Study: No difference if you were first, middle or youngest child | Astro Awani

Was your insanely successful older sibling born to achieve? Is your youngest child pre-programmed to seek the limelight?

Nope, says a massive new study analyzing the traits of 377,000 high school students. At least, the study says, not enough to make any practical difference.

In the end, researchers found that first-born children have a single-point advantage when it comes to IQ along with some measured personality differences from those who are born later.

First-borns were more "extroverted, agreeable and conscientious" overall, according to the study, which was published in the Journal of Research in Personality.

But the correlation on those personality differences is so tiny that it really doesn't speak to any noticeable effect between individuals born first and those born later.

"In terms of personality traits and how you rate them, a 0.02 correlation doesn't get you anything of note," University of Illinois psychology professor Brent Roberts, the study's lead author, said in a statement.

"You are not going to be able to see it with the naked eye. You're not going to be able to sit two people down next to each other and see the differences between them. It's not noticeable by anybody."

Added co-author Rodica Damian: "The message of this study is that birth order probably should not influence your parenting, because it's not meaningfully related to your kid's personality or IQ."

The researchers say their study is the biggest ever conducted on the subject of birth order, IQ and personality. It's also unusual in another way: Instead of comparing siblings from within the same family, as many smaller studies on the subject have done, it compared each individual participant to the rest of the sample. The study's authors also controlled for a number of factors that could have influenced the results: Family size, parental socioeconomic status, family structure, age and gender.

"[Within-family] studies often don't measure the personality of each child individually," said Damian, who was a postdoctoral researcher at the University of Illinois when the study was undertaken and is now a professor of psychology at the University of Houston. "They just ask one child, usually the oldest, 'Are you more conscientious than your siblings?' "

According to Roberts, "another major problem with within-family studies is that the oldest child is always older. People say, 'But my oldest kid is more responsible than my youngest kid.' Yes, and they're also older."

The authors suggested that a within-family study with a large sample size and a longitudinal approach -- in other words, one in which the researchers measured the oldest kid, and then waited for their younger siblings to grow up and reach the same age before being measured -- could also be an effective approach to looking at the same question.

The notion that birth order can determine a lot about your personality stems from the work of Alfred W. Adler, a onetime colleague of Sigmund Freud.

As the study notes, Adler's ideas about birth order were at the center of a huge disagreement that led to Adler's resignation from the Psychoanalytic Society. He eventually branched off on his own and founded the discipline of individual psychology.

The fact that Adler, like Freud, characterized first-born children as neurotic messes and middle children (of which Adler was one) as being relatively healthier probably had something to do with it.

Since then, the basis for those explanations has changed, but familiar breakdowns of personality traits that supposedly apply to each sibling by order of birth have been popularized by an entire genre of parenting books and pop-psychology resources.

That popularity often seems to have outpaced the actual evidence supporting the theory, something Damian and Roberts' work seems to underline.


What to work on: Print, exactly as written, the line in the entries below that contains "Highlight wheel." and every line after it up to and including the last. Omit pictures.
=== Begin Enclosure ===
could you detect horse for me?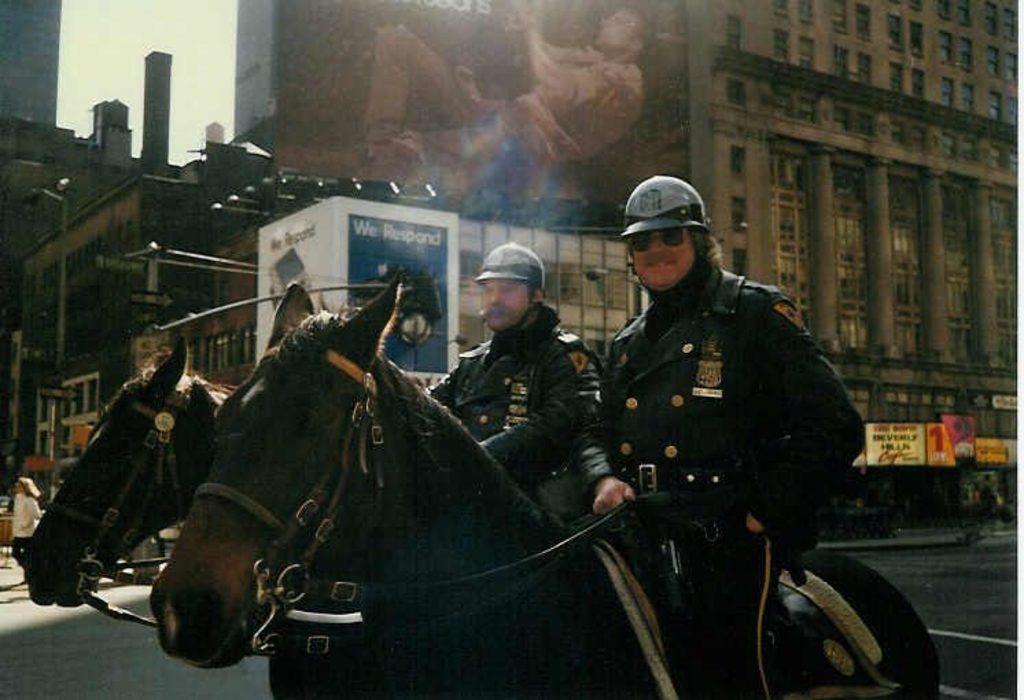
Detection result: bbox(19, 332, 236, 611).
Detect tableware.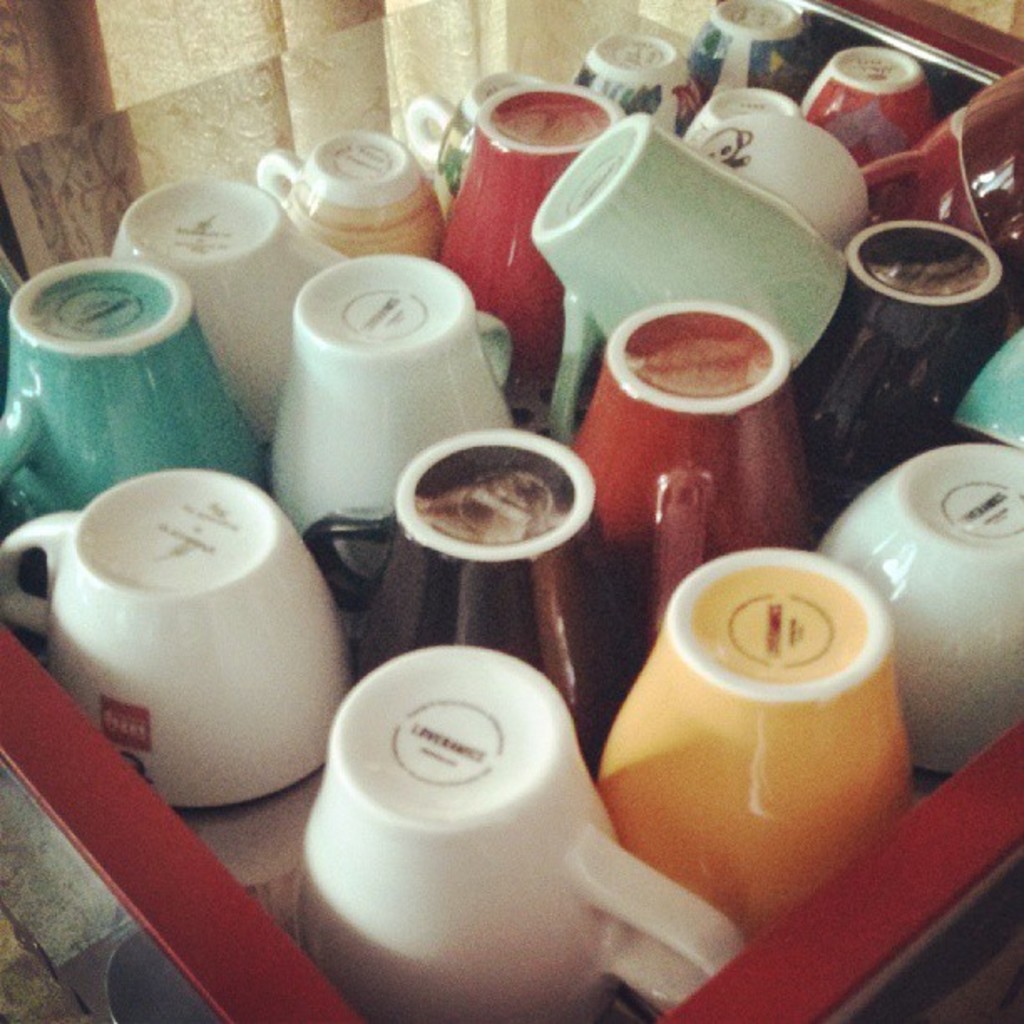
Detected at region(0, 253, 278, 530).
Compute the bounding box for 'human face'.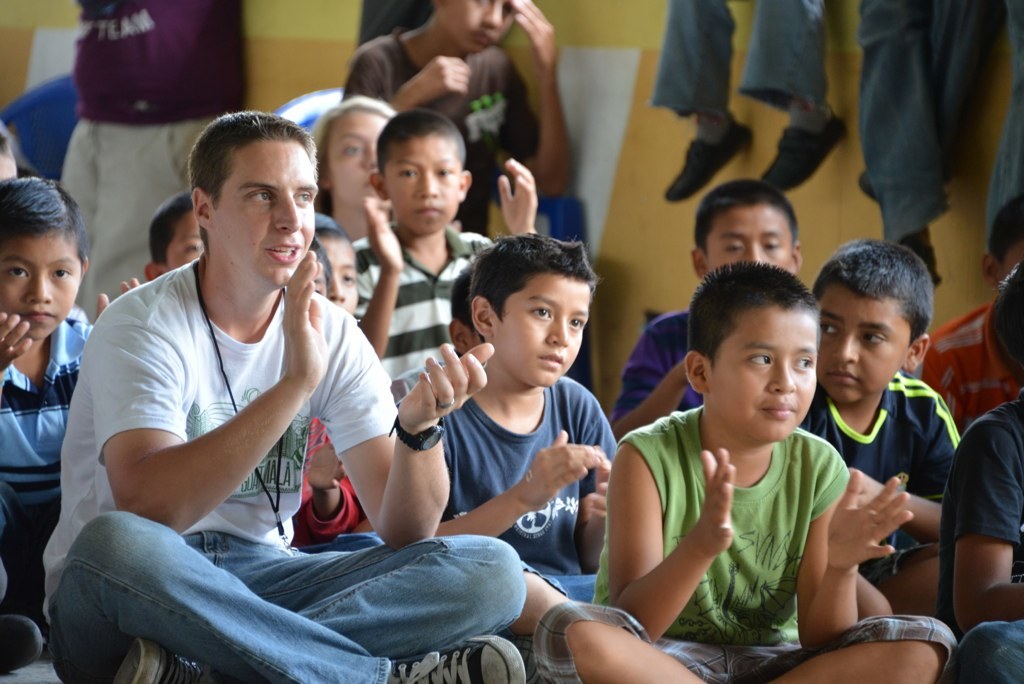
box=[0, 243, 78, 339].
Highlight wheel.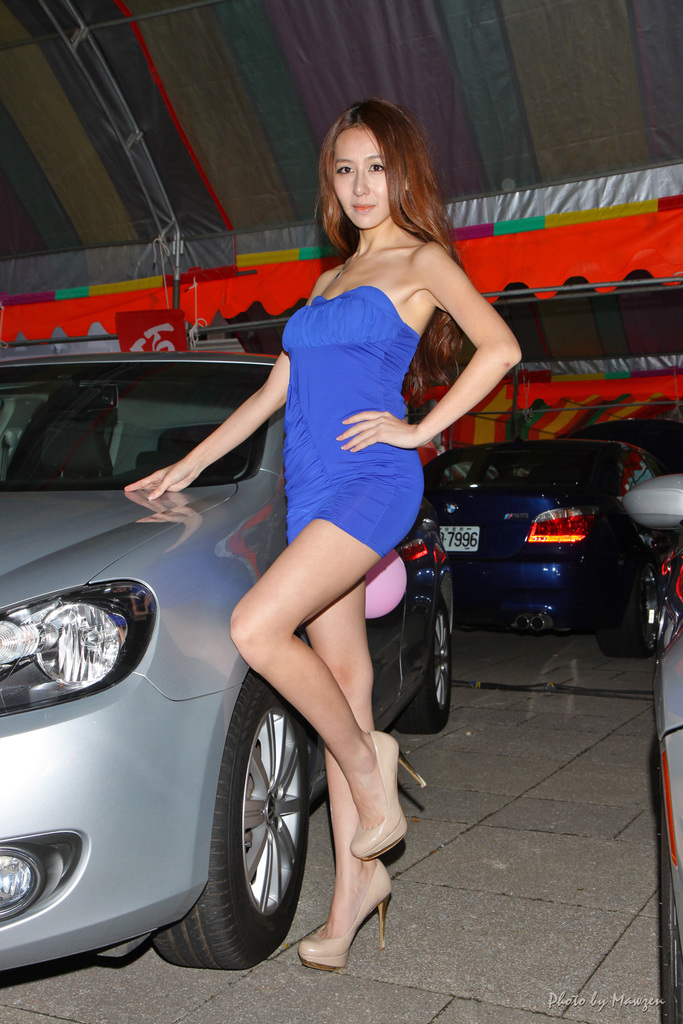
Highlighted region: x1=589 y1=566 x2=659 y2=657.
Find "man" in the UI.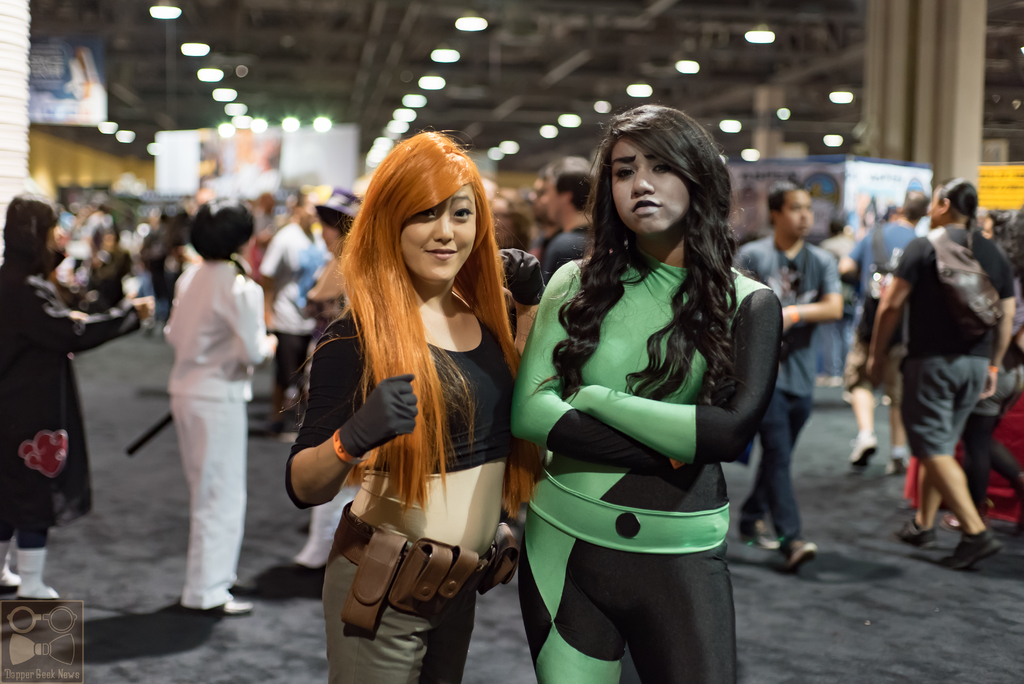
UI element at <bbox>868, 171, 1009, 566</bbox>.
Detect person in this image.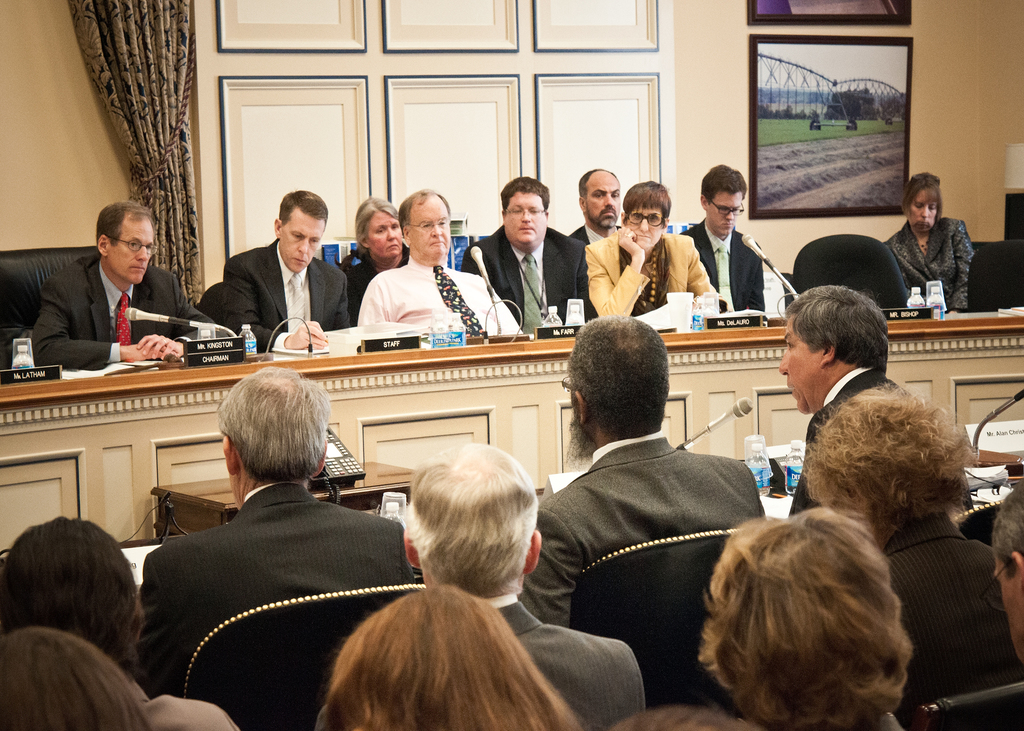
=== End Enclosure ===
Response box:
Highlight wheel.
Highlighted region: x1=589 y1=566 x2=659 y2=657.
Find "man" in the UI.
UI element at <bbox>868, 171, 1009, 566</bbox>.
Detect person in this image.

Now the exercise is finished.